Whereas documentarian Kirsten Johnson took a high-concept approach to her father’s decline in 2020’s Sundance standout “Dick Johnson Is Dead,” Timoner uses a stripped-down, totally straightforward method. She sets up a camera in her parent’s living room, where her father is resting in a hospital bed and her mother is silently worrying on the couch. And then she begins counting down the days.
On Day 15, the family reminisces about their life together. Through old home movies and faded photographs, we see Eli and his wife, Lisa, as a handsome couple with three cute young children. Eli founded Air Florida in 1972, and Timoner shows us in a range of ways that the company’s motto — “Fly a Little Kindness” — reflected Eli’s lifelong personal ethos.
He was a philanthropist and fundraiser for a range of important causes, and as we learn from past employees, he aimed to treat everyone in his company with equal respect. Though Eli and Lisa do reference some serious financial difficulties, their daughter focuses primarily on the positive. If there were rifts among this tightly-knit clan, we don’t hear about them. And here, it feels right: This is a movie about the impact of one man’s life, and Ondi’s father remains, until the end, a remarkably sanguine force.
On Day 12, the family and their heroic hospice nurse begin to assess the practicalities of Eli’s coming death, lining up doctors and discussing medications. An obituary draft is read to him on Day 7, and a meeting with a death doula is set up on Day 5. On Day 2, his grandsons go into his closet to pick out the ties they’re going to wear to his funeral.
If this sounds unbearably sad, well — let’s just say it’s probably for the best that you can see this movie in the privacy of your own home, with a very large box of tissues close at hand.
But it’s Eli who really defines the tone, and it is revelatory to watch the way he handles this most human, and humbling, of experiences. He is unable to get out of bed or to speak with much strength. But he’s not sad or bitter or even scared. He is purely grateful for the freedom to choose when and how to define his final days. When he Zooms with old friends and colleagues, who reminisce about tennis games and business meetings, we can see how the most fleeting moments build memories. When he prays with Ondi’s sister Rachel, a Rabbi, we witness firsthand the value of generational rituals.
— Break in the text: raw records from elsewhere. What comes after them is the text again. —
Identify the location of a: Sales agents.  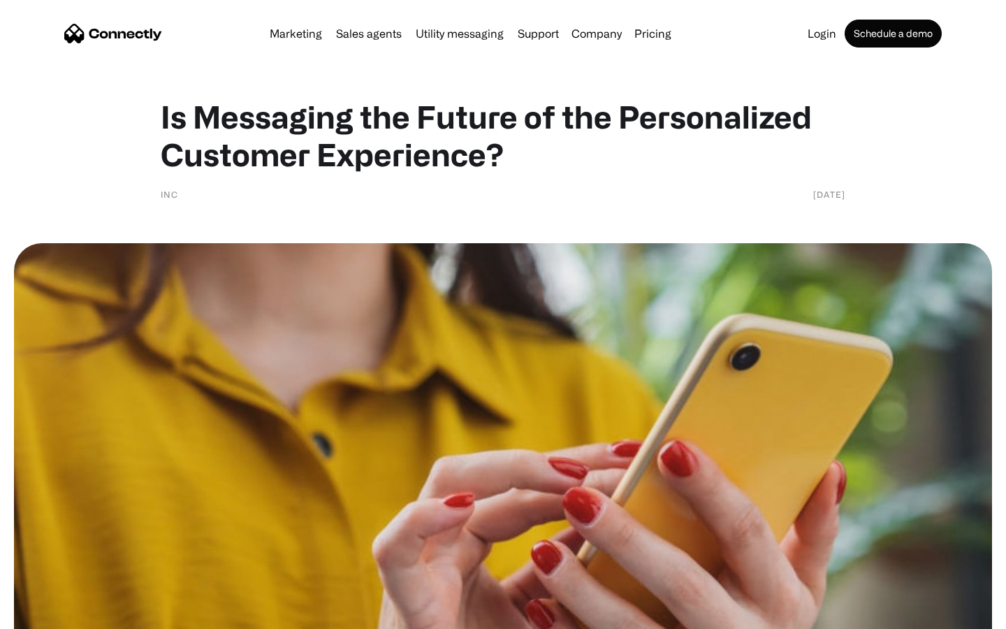
(369, 34).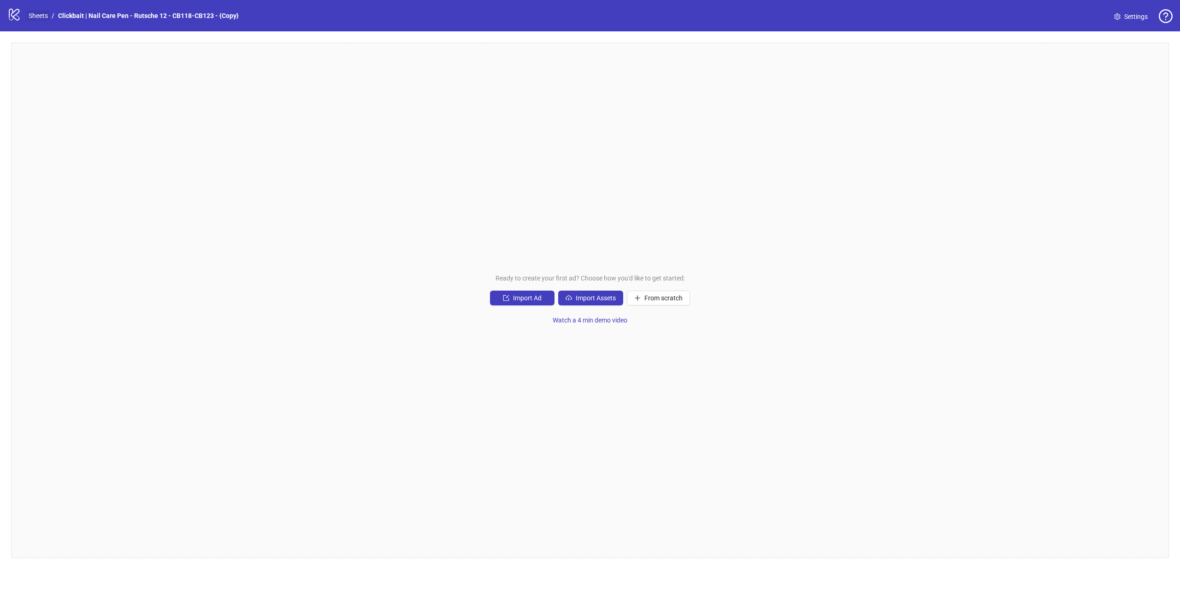 The width and height of the screenshot is (1180, 608). What do you see at coordinates (38, 16) in the screenshot?
I see `a: Sheets` at bounding box center [38, 16].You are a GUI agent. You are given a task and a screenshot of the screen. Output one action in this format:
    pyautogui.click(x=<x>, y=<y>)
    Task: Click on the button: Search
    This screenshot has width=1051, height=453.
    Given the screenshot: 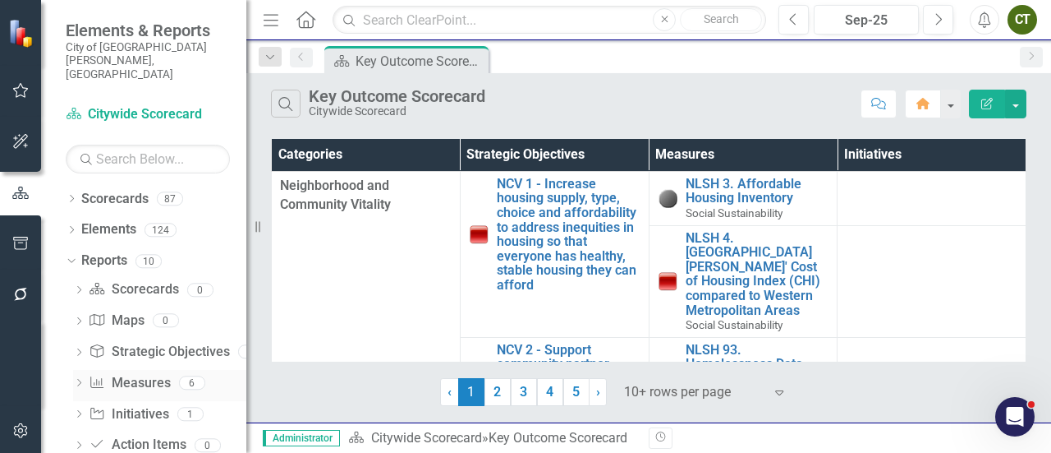 What is the action you would take?
    pyautogui.click(x=721, y=20)
    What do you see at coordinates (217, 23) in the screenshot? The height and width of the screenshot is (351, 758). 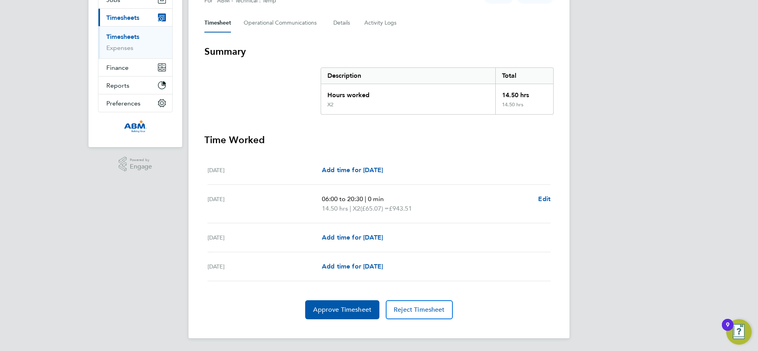 I see `button: Timesheet` at bounding box center [217, 23]. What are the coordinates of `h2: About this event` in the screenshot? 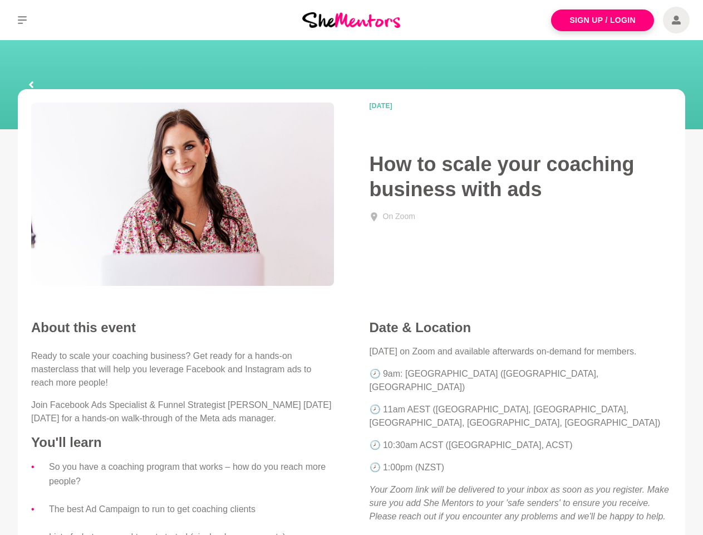 It's located at (183, 328).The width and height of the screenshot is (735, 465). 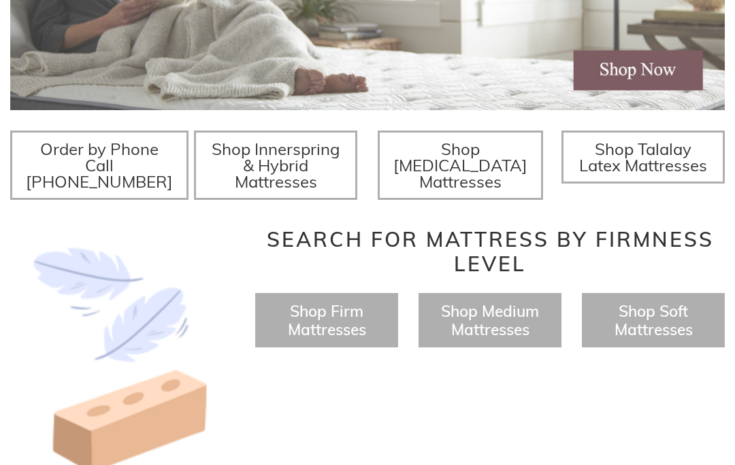 What do you see at coordinates (643, 157) in the screenshot?
I see `span: Shop Talalay Latex Mattresses` at bounding box center [643, 157].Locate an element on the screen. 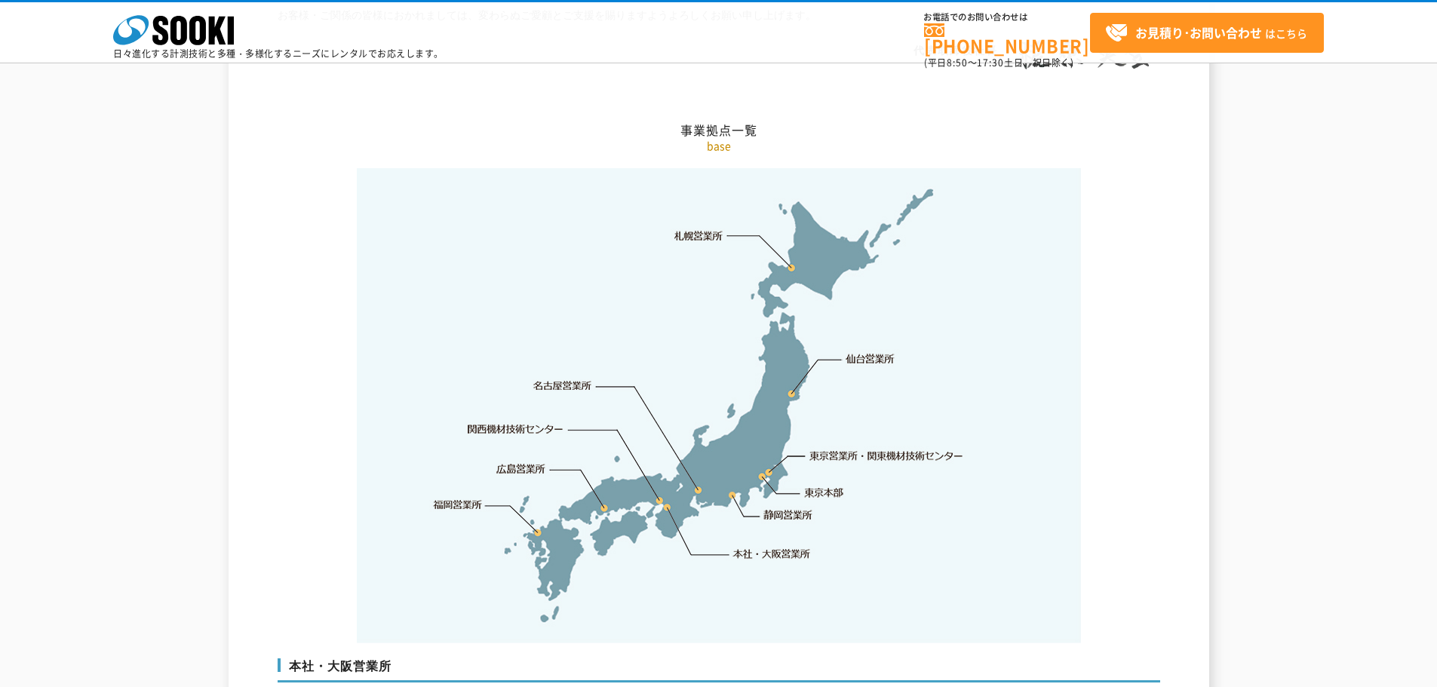 The width and height of the screenshot is (1437, 687). p: 日々進化する計測技術と多種・多様化するニーズにレンタルでお応えします。 is located at coordinates (278, 54).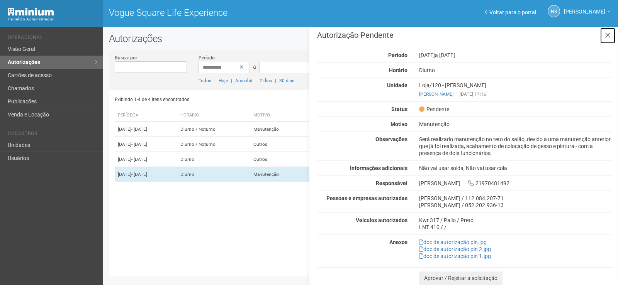 The width and height of the screenshot is (618, 285). Describe the element at coordinates (333, 115) in the screenshot. I see `th: Unidade` at that location.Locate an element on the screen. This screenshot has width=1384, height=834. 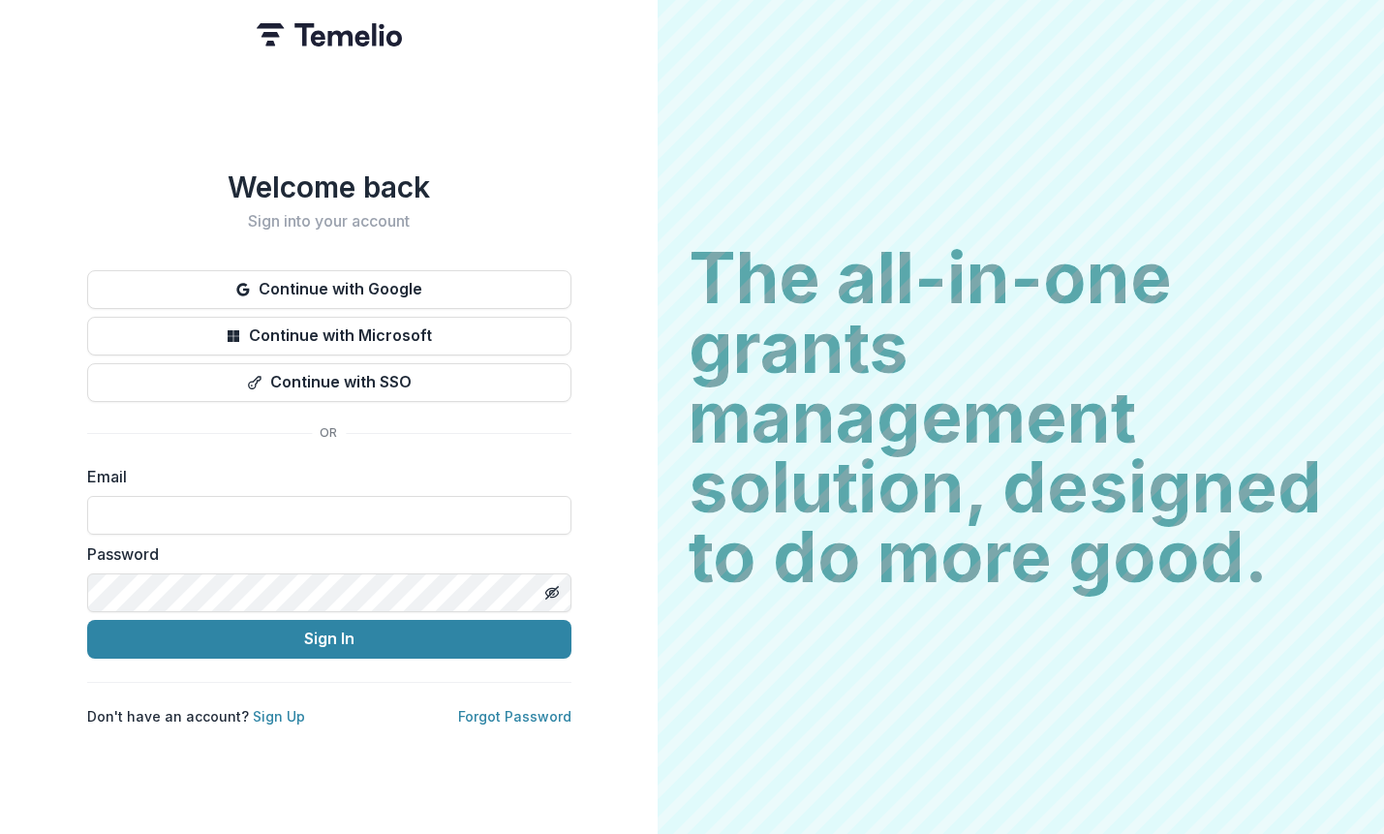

He tells his heartbroken wife that he has every intention of going to Heaven, where he will “make some kind of a protective shield around your lives.” First, though, his family plans to do the same for him.
After one of his grandsons asks him for advice on how to live well, Eli says, “Start off with respect for the people you don’t know, and love for the people you do know.” “Last Flight Home” represents the results of a life already lived by this standard. The Timoners’ tiny living room is so overflowing with love for Eli that we can almost see a physical cloak of gratitude, respect and affection surrounding him at all times.
He remains a proud liberal until the end, but despite the controversial nature of California’s End of Life legislation, Ondi never explicitly injects politics into the film (though there is a very sweet cameo from Rachel Maddow). She doesn’t need to. It’s hard to imagine anyone judging Eli for choosing, as Ondi says, “to be thoughtful and conscious about his departure.” She also notes with gratitude that this choice is a luxury many others never get, a point underscored by his visitors’ ever-present pandemic masks.
Timoner’s films are always entertaining or engaging but they also start with an irresistible hook, like badly-behaved rock stars (“DIG!”) or hard-living artists (“Brand: A Second Coming,” the biopic “Mapplethorpe”). Here, she calls upon her talents and experience to tell the unassuming story of a man who lived quietly, as a devoted husband and dedicated friend and father. Profound in its simplicity, wrenching in its honesty, and beautiful in its humanity, “Last Flight Home” is the blessing Eli Timoner earned.
“Last Flight Home” opens in US theaters Oct. 7 via MTV Documentary Films.